=== Exercise details ===
An exact copy of every line from the one holding "What do you see at coordinates (110, 227)" to the end of the entries below is required; leave the pictures out.

=== Given records ===
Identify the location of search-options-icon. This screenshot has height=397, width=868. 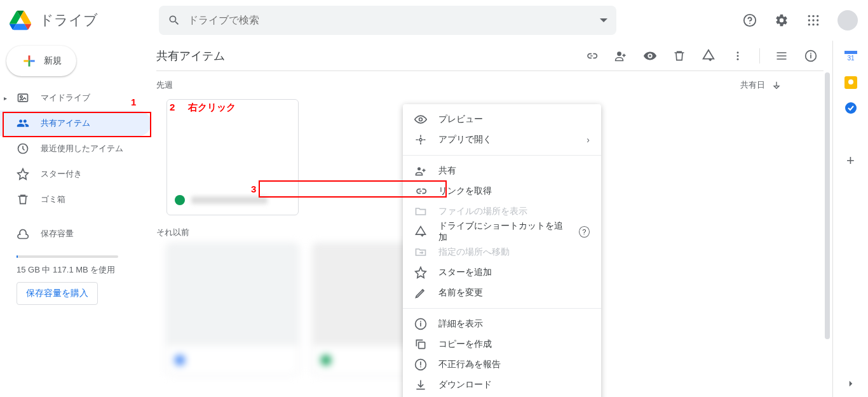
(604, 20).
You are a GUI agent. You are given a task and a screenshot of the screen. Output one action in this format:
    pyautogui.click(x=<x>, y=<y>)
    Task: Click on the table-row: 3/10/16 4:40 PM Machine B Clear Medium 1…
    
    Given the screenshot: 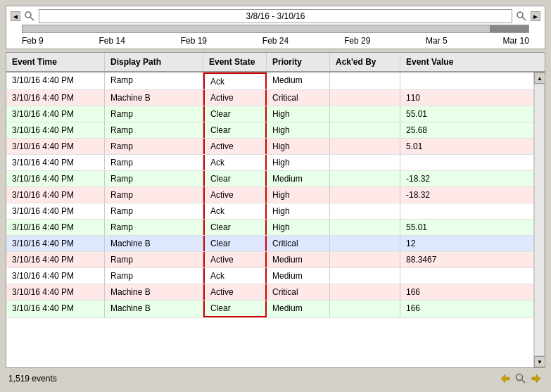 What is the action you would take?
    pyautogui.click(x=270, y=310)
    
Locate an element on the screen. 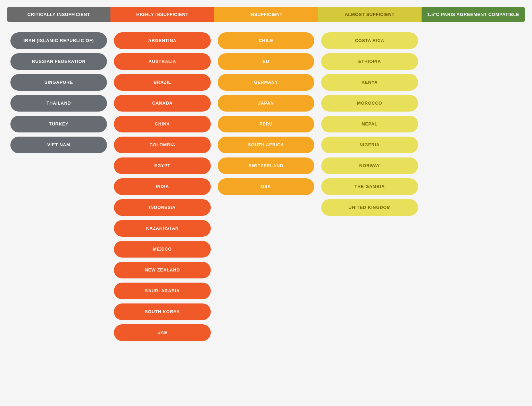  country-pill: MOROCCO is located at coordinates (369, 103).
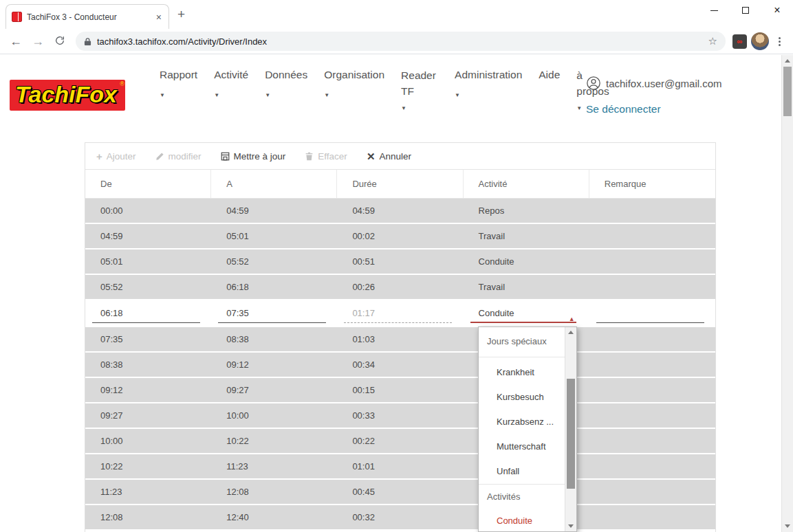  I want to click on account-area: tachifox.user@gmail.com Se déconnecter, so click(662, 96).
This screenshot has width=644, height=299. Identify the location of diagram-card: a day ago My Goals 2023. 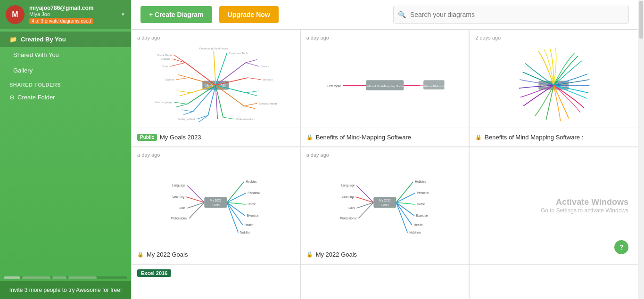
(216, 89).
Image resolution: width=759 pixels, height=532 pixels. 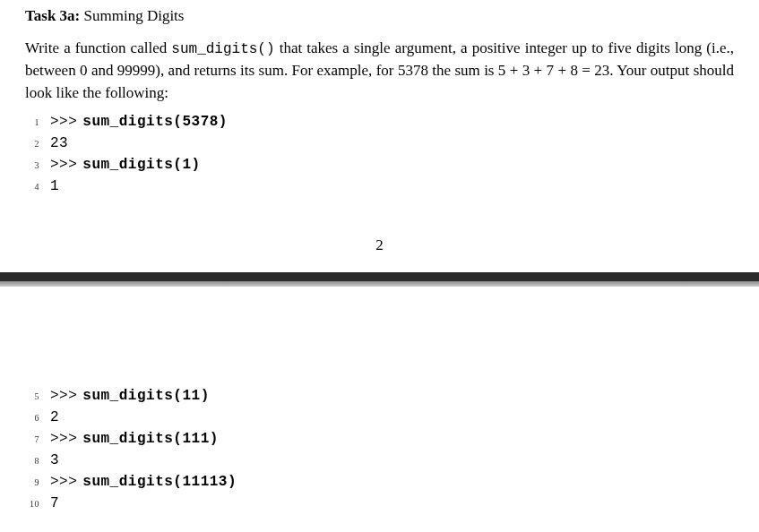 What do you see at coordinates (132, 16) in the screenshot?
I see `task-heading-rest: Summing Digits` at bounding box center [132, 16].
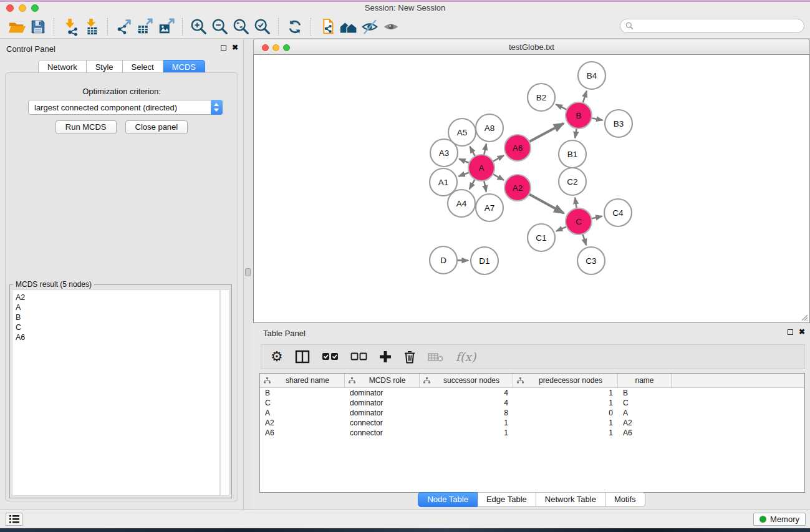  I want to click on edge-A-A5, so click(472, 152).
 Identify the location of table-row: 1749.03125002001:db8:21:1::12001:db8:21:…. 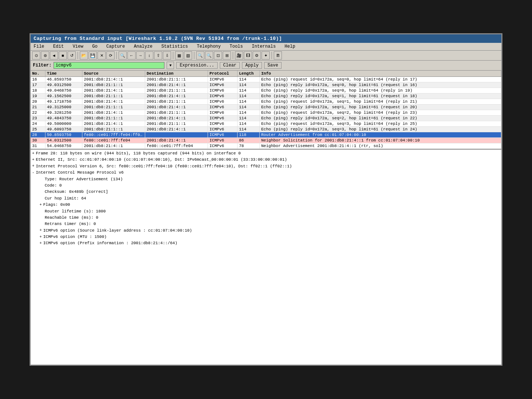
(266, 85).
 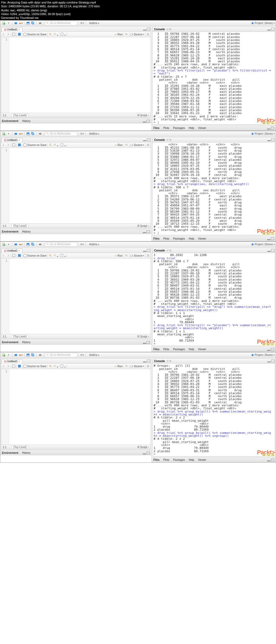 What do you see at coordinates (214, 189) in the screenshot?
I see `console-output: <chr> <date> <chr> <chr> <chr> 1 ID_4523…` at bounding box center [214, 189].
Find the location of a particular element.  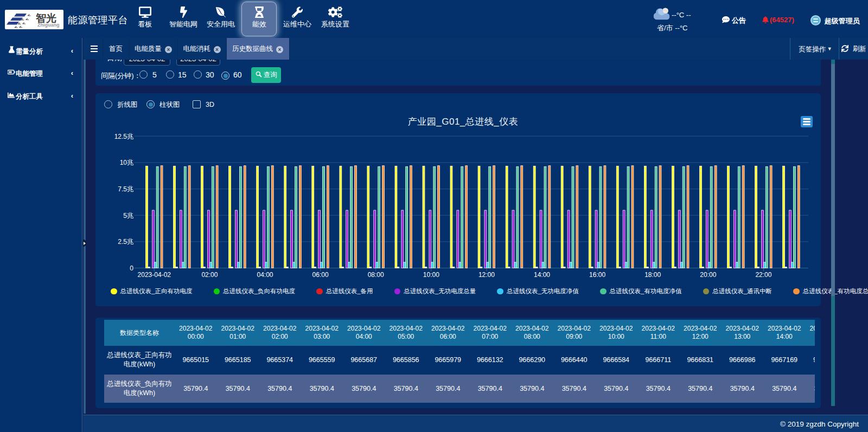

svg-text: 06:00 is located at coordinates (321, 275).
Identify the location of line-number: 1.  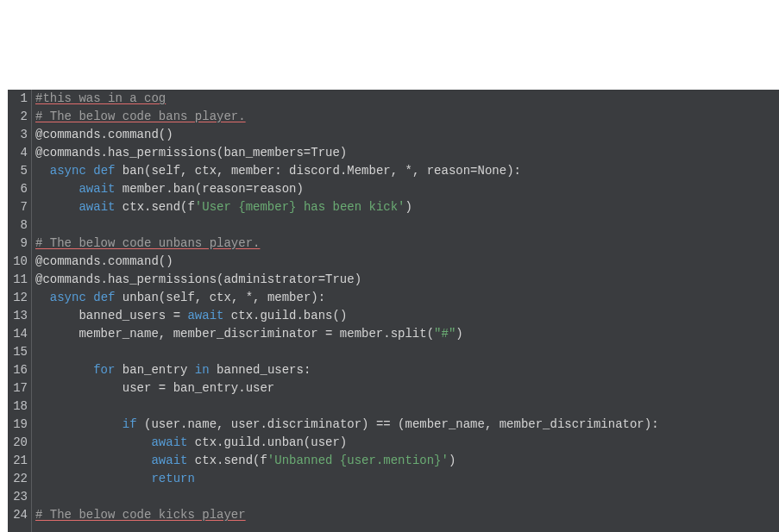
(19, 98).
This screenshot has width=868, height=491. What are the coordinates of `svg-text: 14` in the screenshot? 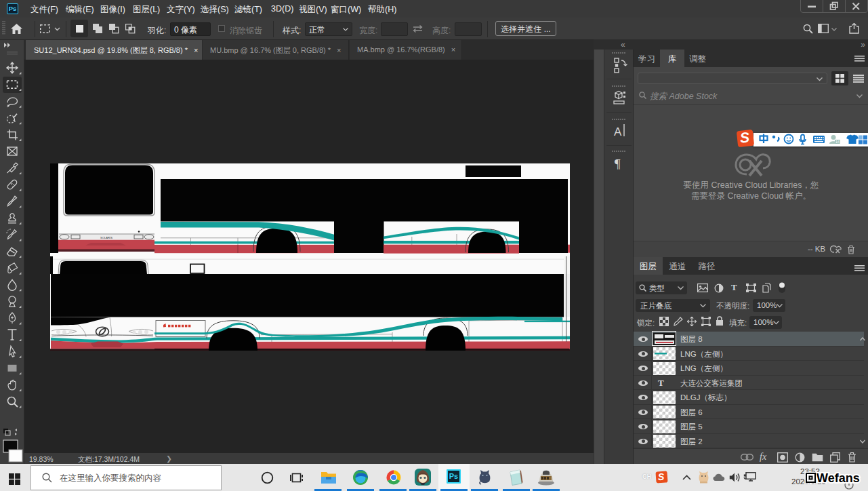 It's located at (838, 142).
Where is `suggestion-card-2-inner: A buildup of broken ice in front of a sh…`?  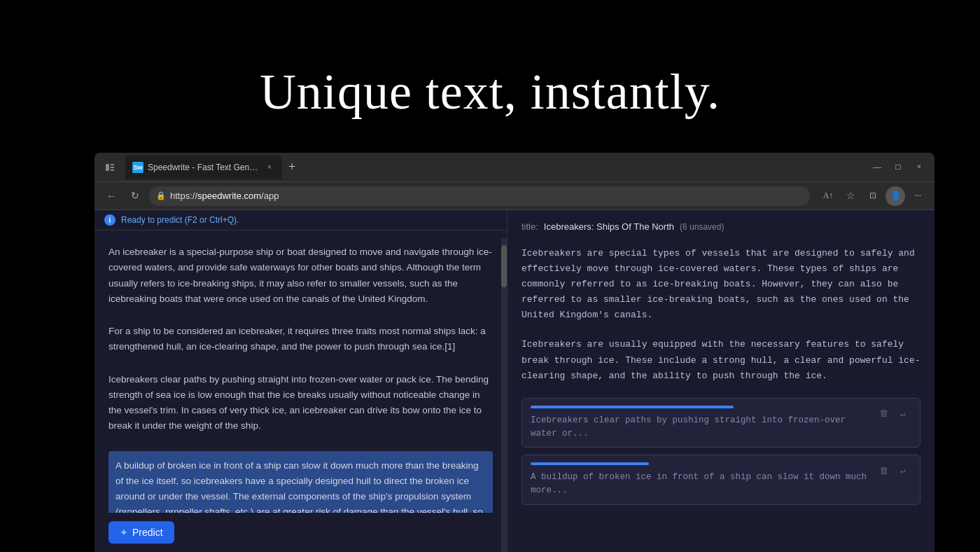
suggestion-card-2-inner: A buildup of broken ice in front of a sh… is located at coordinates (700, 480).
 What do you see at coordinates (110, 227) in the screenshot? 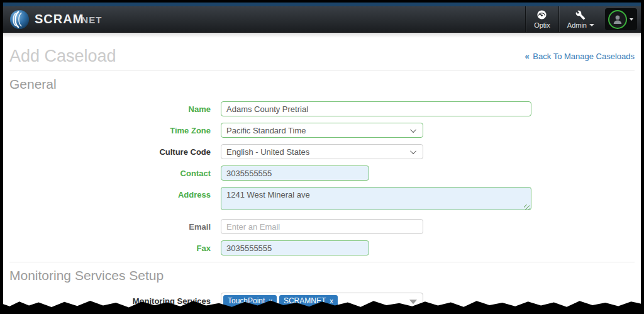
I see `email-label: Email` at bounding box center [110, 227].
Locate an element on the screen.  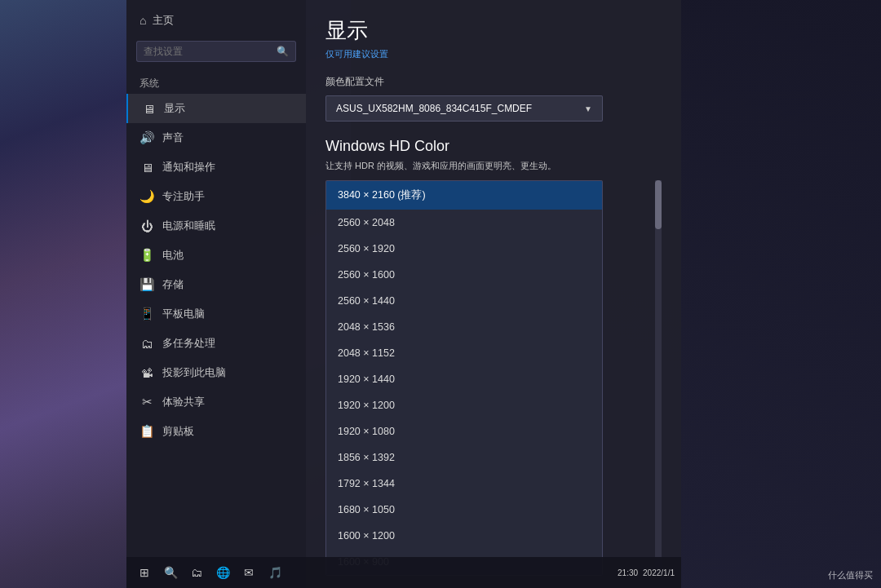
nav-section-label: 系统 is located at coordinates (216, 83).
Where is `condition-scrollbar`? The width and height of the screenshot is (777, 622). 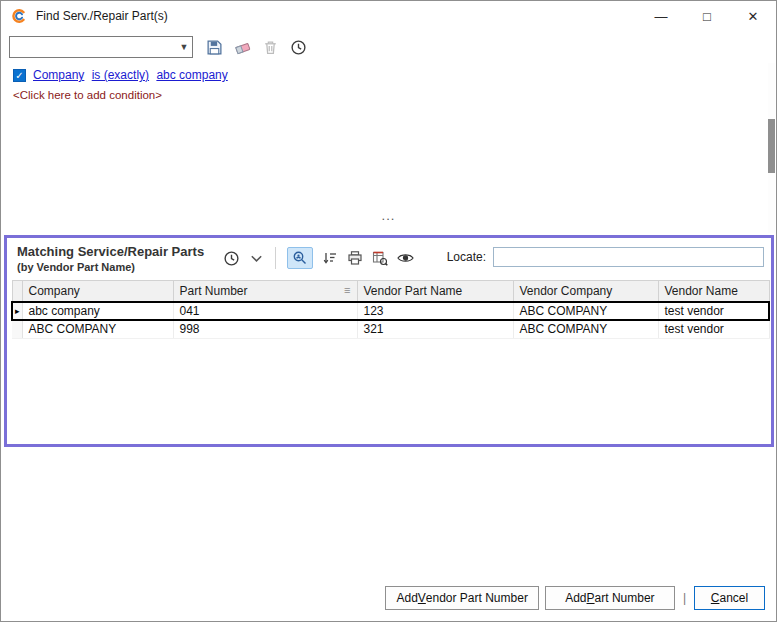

=== Task answer ===
 What do you see at coordinates (110, 227) in the screenshot? 
I see `email-label: Email` at bounding box center [110, 227].
Locate an element on the screen.  
nav-section-label: 系统 is located at coordinates (216, 83).
Where is `condition-scrollbar`? The width and height of the screenshot is (777, 622). 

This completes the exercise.